According to the Justice Department’s complaint, more than 60% of debit transactions in the United States are made through Visa, which charges the company more than $7 billion in fees annually.
The payments network’s decades-long dominance is drawing increasing attention from regulators and retailers.
A series of heartbreaks
In 2020, the Department of Justice filed an antitrust lawsuit to block Visa’s acquisition of fintech company Plaid. The companies initially said they would fight the lawsuit but quickly abandoned the $5.3 billion deal.
In March, Visa and MasterCard agreed to limit fees and allow retailers to charge customers for using their credit cards. Retailers said the deal would save them $30 billion over five years.
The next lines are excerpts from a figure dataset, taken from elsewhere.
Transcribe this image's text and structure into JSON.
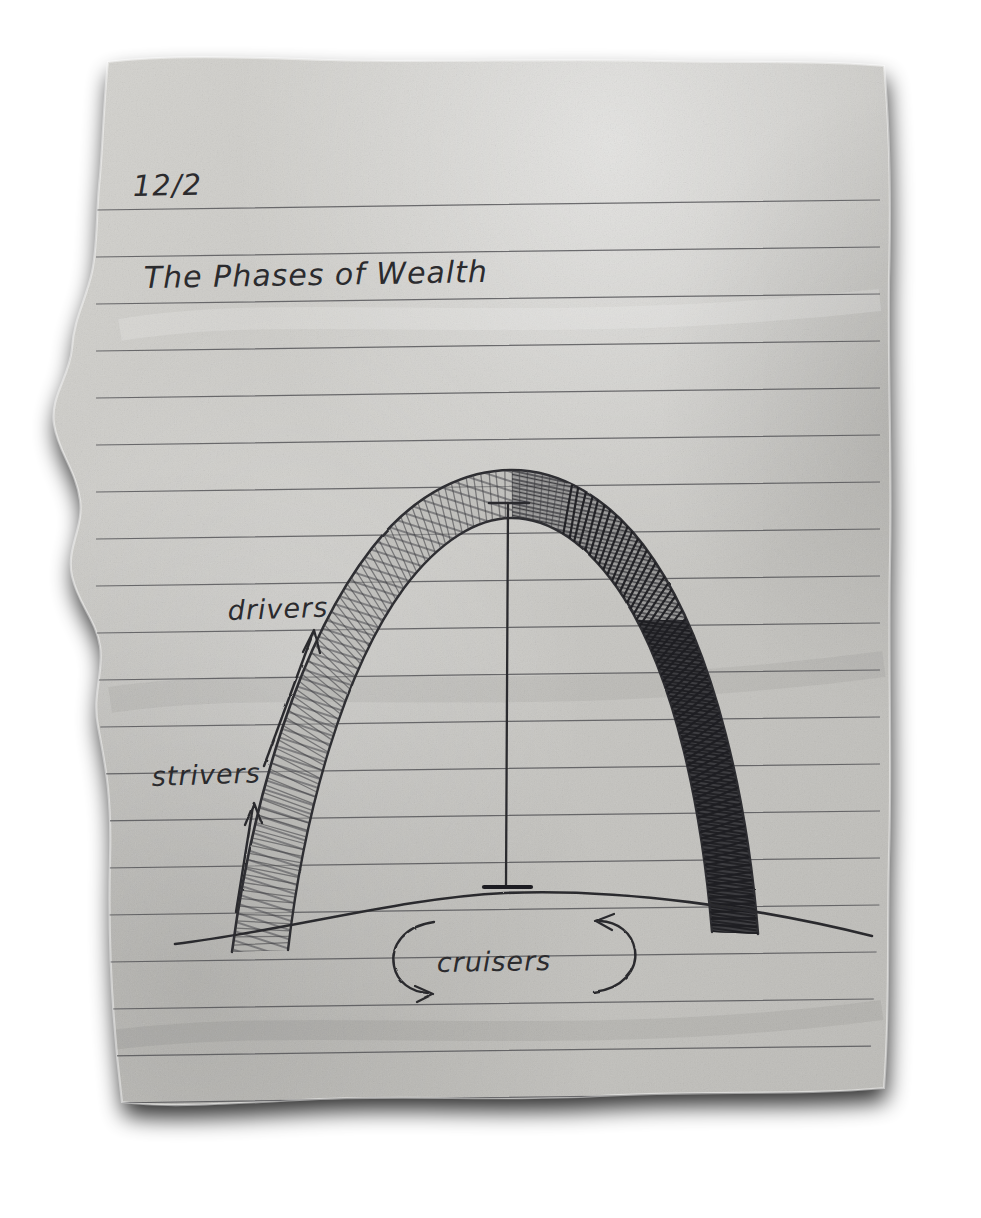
{
  "medium": {
    "surface": "torn-ruled-notebook-paper",
    "ink": "black-ballpoint-and-pencil",
    "paper_color": "#c9c8c4",
    "rule_color": "#4c4c50",
    "ink_color": "#2b2b2e"
  },
  "notebook": {
    "date": "12/2",
    "title": "The Phases of Wealth",
    "ruled_line_count": 22,
    "rule_spacing_px": 47
  },
  "chart_data": {
    "type": "line",
    "title": "The Phases of Wealth",
    "subtitle": "12/2",
    "xlabel": "",
    "ylabel": "",
    "grid": false,
    "legend_position": "inline-annotations",
    "annotations": [
      {
        "label": "strivers",
        "phase": 1,
        "position": "lower-left-leg",
        "marker": "straight-up-arrow",
        "meaning": "early steep climb at the base of the arch"
      },
      {
        "label": "drivers",
        "phase": 2,
        "position": "upper-left-leg",
        "marker": "straight-up-arrow",
        "meaning": "accelerating climb toward the apex"
      },
      {
        "label": "cruisers",
        "phase": 3,
        "position": "bottom-center",
        "marker": "two-curved-arrows-parentheses",
        "meaning": "flat steady base beneath the arch"
      }
    ],
    "series": [
      {
        "name": "arch",
        "shape": "inverted-catenary",
        "apex": {
          "x": 510,
          "y": 478
        },
        "left_foot": {
          "x": 232,
          "y": 950
        },
        "right_foot": {
          "x": 745,
          "y": 930
        },
        "shading": "left-leg-light-hatch, right-leg-dark-solid-hatch"
      },
      {
        "name": "ground-hill",
        "shape": "broad-low-arc",
        "left_end": {
          "x": 175,
          "y": 944
        },
        "crest": {
          "x": 505,
          "y": 893
        },
        "right_end": {
          "x": 872,
          "y": 936
        }
      },
      {
        "name": "height-measure-line",
        "shape": "vertical-line-with-serif-caps",
        "top": {
          "x": 508,
          "y": 503
        },
        "bottom": {
          "x": 506,
          "y": 886
        }
      }
    ]
  },
  "labels": {
    "date": "12/2",
    "title": "The Phases of Wealth",
    "drivers": "drivers",
    "strivers": "strivers",
    "cruisers": "cruisers"
  }
}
A federal judge later rejected the settlement, finding the networks could afford the “significantly larger” deal.
The Justice Department said in its complaint that Visa maintained the dominance of its network by threatening merchants and their banks with punitive interest rates that would route a “substantial percentage” of debit transactions to competitors. The Justice Department said the agreements helped isolate three-quarters of Visa’s debit transaction volume from fair competition.
“Visa has used its dominance, massive scale and centrality to the debit ecosystem to impose a series of exclusionary agreements on merchants and banks,” the Justice Department said in a statement. “These agreements disadvantage Visa customers who route their transactions to separate debit networks or alternative payment systems.”
Moreover, when faced with the threats, Visa “engaged in a series of deliberate and incremental actions to choke off competition and prevent competitors from gaining the scale, market share and data they need to compete,” the Justice Department said.
Bribing a competitor
The Justice Department said those practices also stifled innovation: Visa pays competitors hundreds of millions of dollars a year “to mitigate the risk that they would develop disruptive new technologies that could advance the industry but threaten Visa’s monopoly interests,” the lawsuit said.
Visa has agreements with the following technology companies: apple, PayPal and squareThe Justice Department said the companies had morphed from potential rivals into partners, to the detriment of the public.
For example, Visa chose to sign a deal with the predecessor to its Cash App product to ensure that the company, which later rebranded as Block, would not pose a significant threat to Visa’s debit line.
“We maintained tight control over Square and our deal structure was intended to prevent the removal of the middleman,” a Visa manager was quoted as saying, according to the lawsuit.
According to the lawsuit, Visa has an agreement with Apple in which it says it will not compete directly with the payment network “including by developing any payment functionality that relies primarily on non-Visa payment processing.”
The Department of Justice asked the court to block a variety of anticompetitive practices by Visa, including pricing structures and service bundling that discourage new entrants.
The move comes at the end of President Joe Biden’s administration, when regulators including the Federal Trade Commission and the Consumer Financial Protection Bureau have been suing middlemen over drug prices and pushing back against so-called junk fees.
In February, the credit card company Capital One Financial InformationThe $35.3 billion deal is premised in part on Capital One’s ability to strengthen Discover’s junior payments network, which has helped Discover acquire Visa, MasterCard and American Express.
Capital One said that once the acquisition is complete, it plans to gradually switch all of its debit-card volume and growing credit-card volume to Discover, making it a more effective competitor to Visa and MasterCard.